There's a bigger issue worth naming here. The FDA's guidance — well-intentioned as it may be — creates real uncertainty for wellness organizations trying to serve the public good. When the rules are contradictory and enforcement is unpredictable, brands become overly cautious. Wellness coaches, educators, and practitioners may pull back from discussing connections between lifestyle and disease prevention, not because those connections are false, but because they're afraid of crossing an invisible line.

This "linguistic dance" — the careful, hedged language that pervades wellness marketing — isn't just a business problem. It's a public health problem. When wellness brands can't clearly communicate how healthy lifestyle habits relate to chronic disease prevention, consumers lose access to information that could genuinely help them.
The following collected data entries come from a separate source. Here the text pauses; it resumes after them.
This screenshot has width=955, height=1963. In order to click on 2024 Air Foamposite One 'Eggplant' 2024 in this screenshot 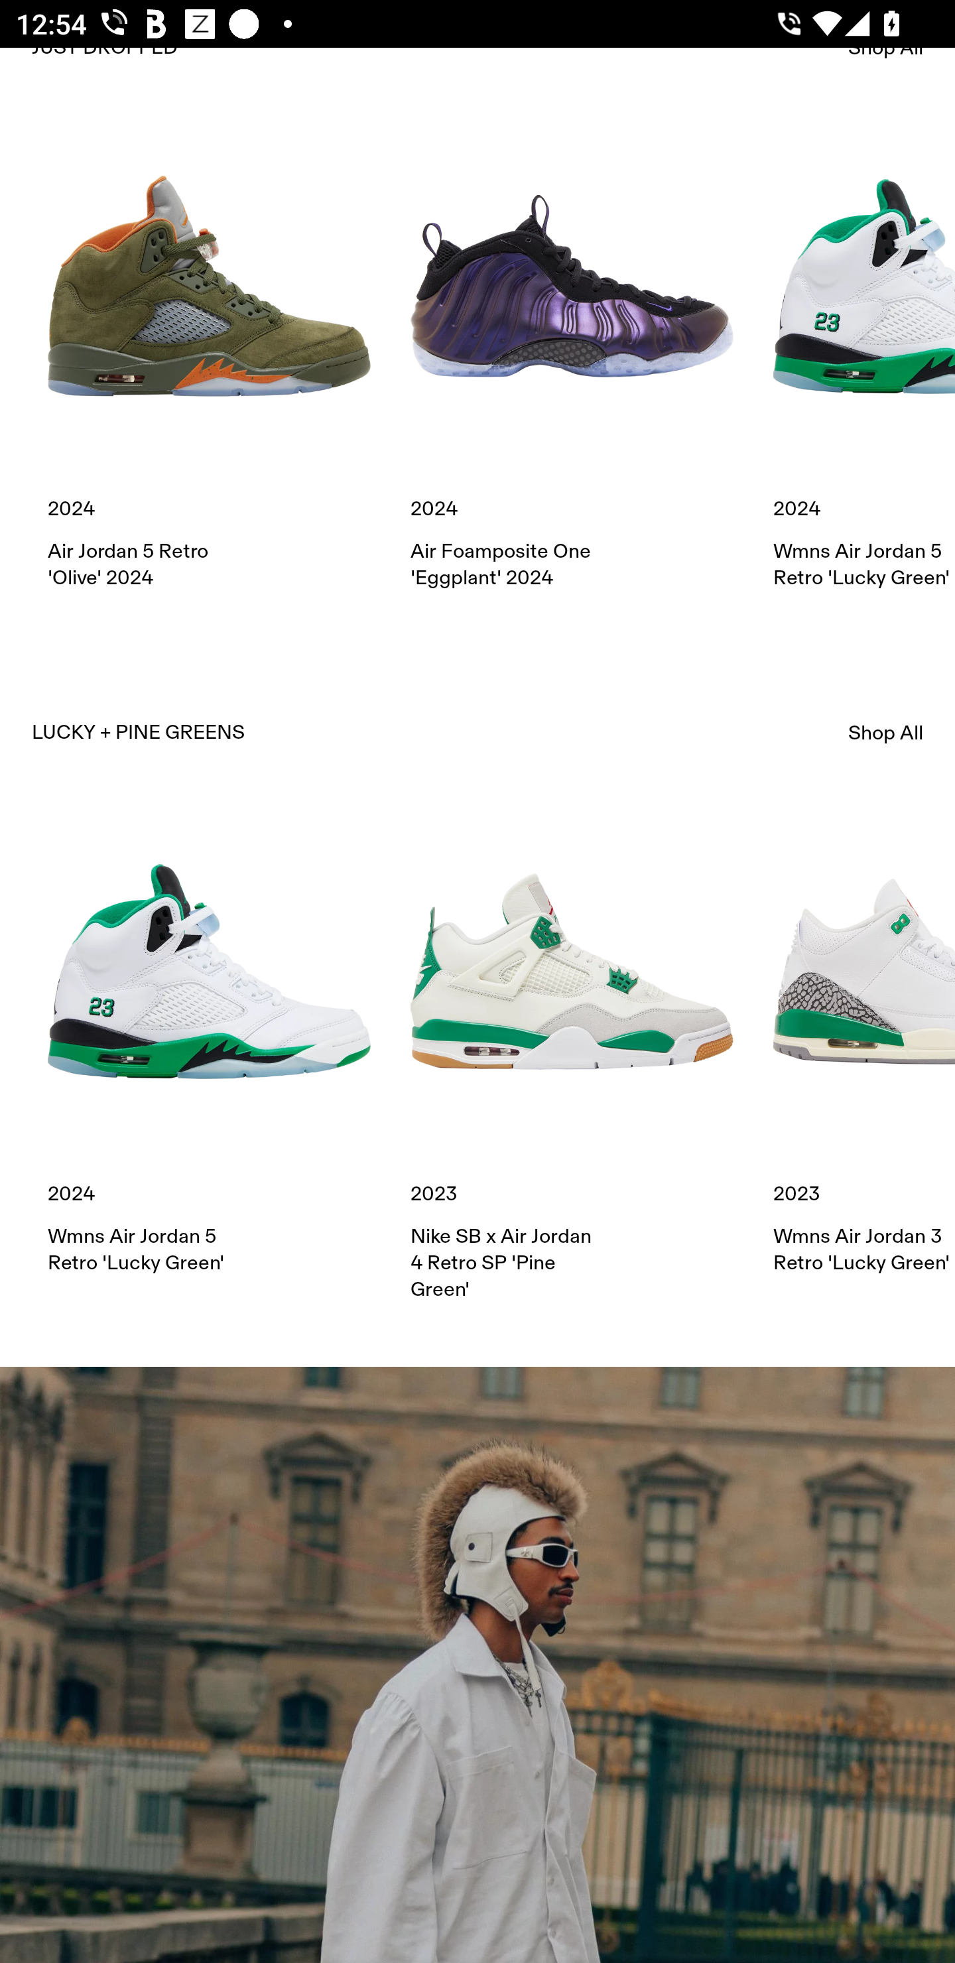, I will do `click(572, 358)`.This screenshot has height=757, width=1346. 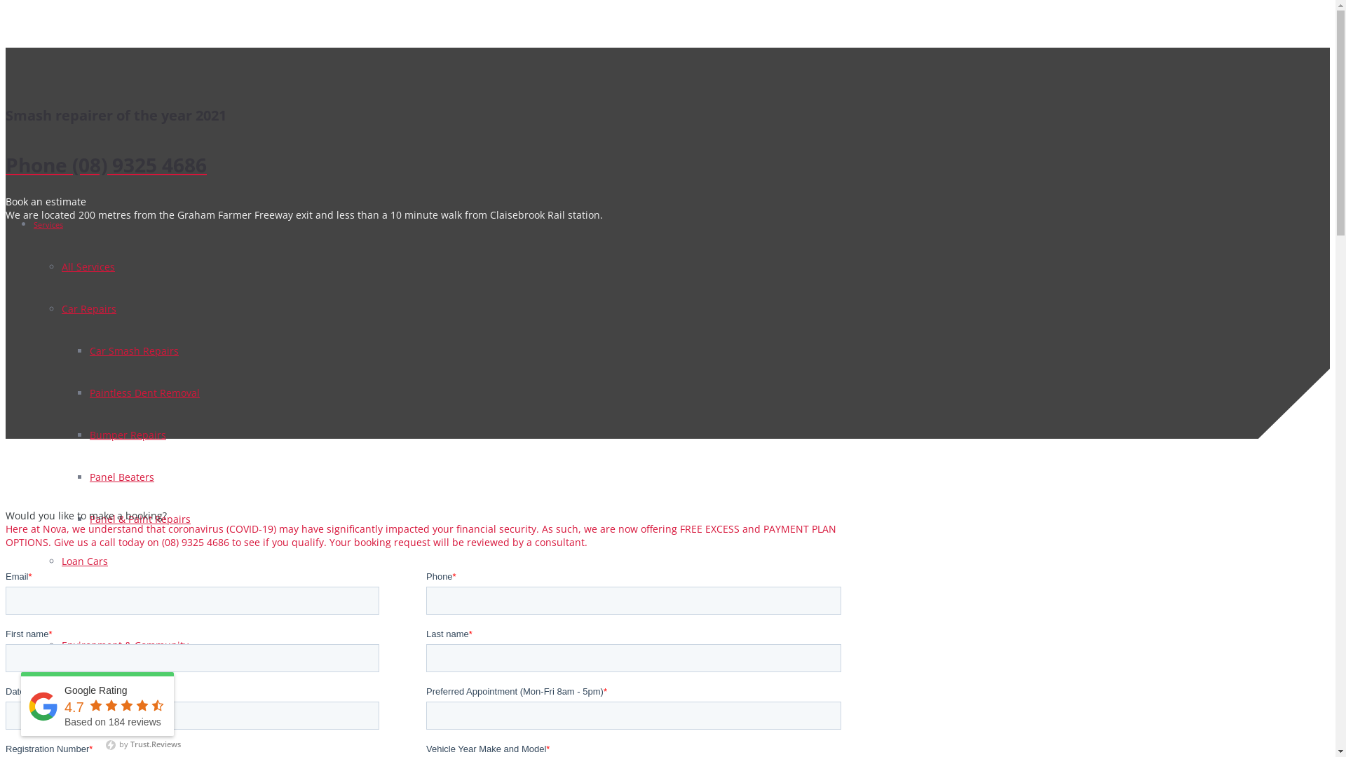 What do you see at coordinates (140, 519) in the screenshot?
I see `Panel & Paint Repairs` at bounding box center [140, 519].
Practical Next Steps for Wellness Organizations

If you're marketing a wellness product, consider taking the following steps now — before an FDA inquiry rather than after:

Audit your current marketing materials. Look for any language that could be construed as diagnosing, treating, or preventing a disease or condition. Pay special attention to claims about specific clinical metrics (blood pressure, glucose, cholesterol, etc.).

Map your product's functionality against FDA criteria. What does your product actually do? If it measures a clinical biomarker or estimates a physiological state associated with disease, document your rationale for why it qualifies as a general wellness product rather than a medical device.

Develop FDA-aligned messaging guidelines. Create internal standards for how your team describes your product's benefits. Use language that emphasizes healthy lifestyle support rather than clinical outcomes.

Consult with regulatory counsel. The FDA's guidance is genuinely ambiguous in places. Having a regulatory attorney review your marketing strategy and product design is no longer optional for wellness companies in the technology and wearables space.

Monitor FDA enforcement actions. The regulatory landscape is evolving. Actions against companies like Whoop signal the FDA's expanding interest in wellness technology. Staying informed helps you stay ahead.


The FDA's action against Whoop is a wake-up call for the wellness industry — not necessarily because the agency is wrong to enforce standards, but because it underscores how thin and shifting the line between wellness and medicine has become. In a world where consumer technology can monitor our physiology in real time, the old distinctions are under pressure.

Wellness brands that invest now in understanding and navigating these regulatory boundaries will be better positioned to serve their customers, protect their business, and — importantly — keep contributing to a culture of prevention and healthy living that everyone benefits from.

Are you a wellness business or practitioner who needs compliance or business help? Schedule a consult with Wellness Law, LLC today!


This post is intended for informational purposes and does not constitute legal or regulatory advice. Consult qualified legal counsel for guidance specific to your products and business.